§ DESCRIPTION OF THE TASK: For this exercise, restate word for word only the lines from the one containing "Identify the location of nav-tools: Tools." through the last line below. Pictures do not get copied.

§ GIVEN RECORDS:

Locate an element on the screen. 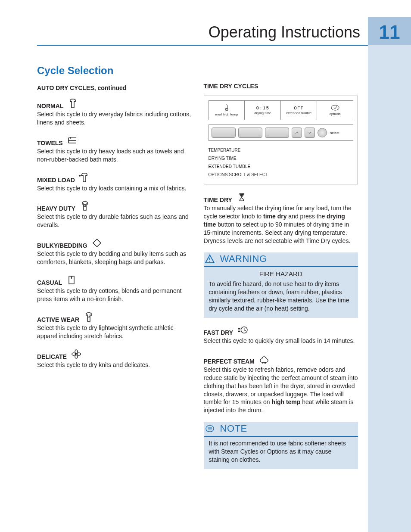 Image resolution: width=411 pixels, height=532 pixels. cycle-time-dry: TIME DRY To manually select the drying t… is located at coordinates (281, 218).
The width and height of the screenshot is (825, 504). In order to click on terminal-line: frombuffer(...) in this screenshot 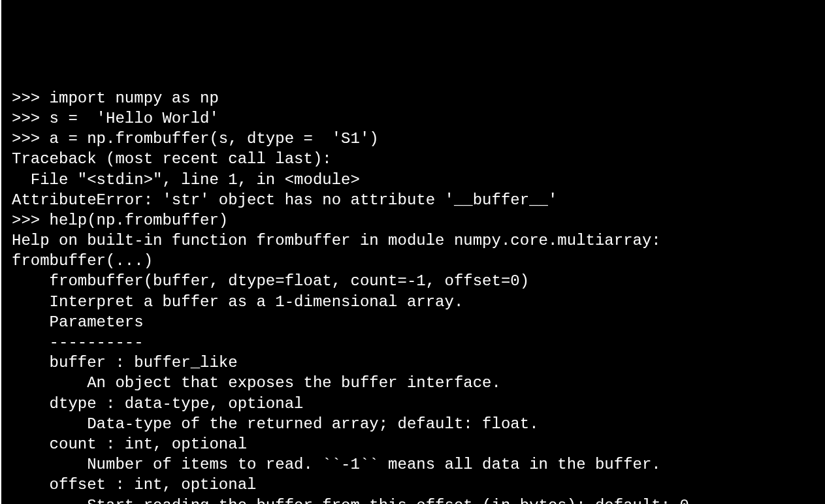, I will do `click(413, 261)`.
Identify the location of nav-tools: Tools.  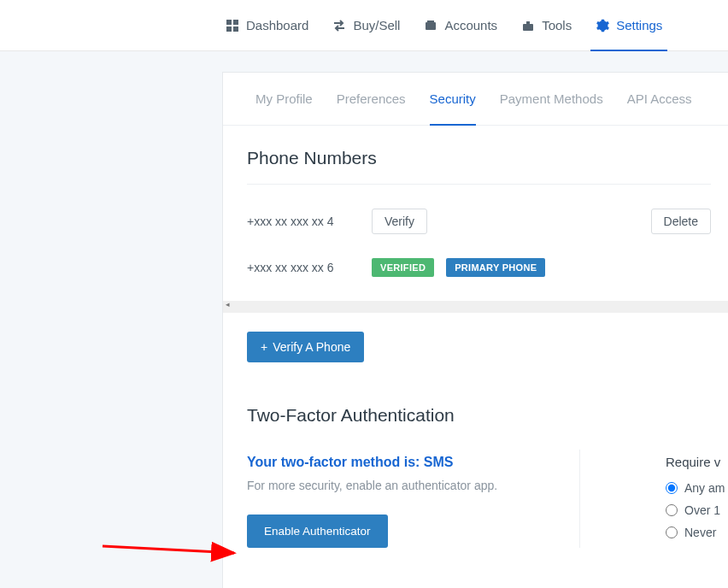
(547, 26).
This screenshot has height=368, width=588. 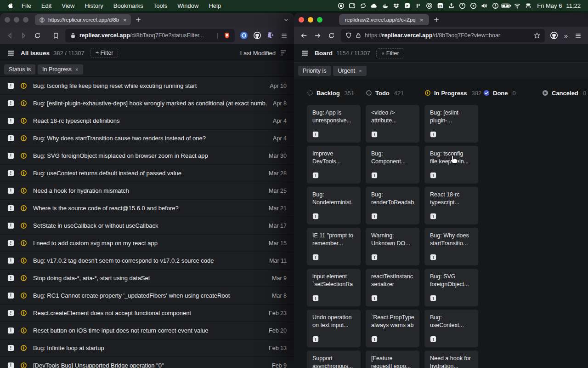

§ RESULT OF THE EXERCISE:
Identify the location of nav-tools: Tools.  
(547, 26).
This screenshot has height=368, width=588. 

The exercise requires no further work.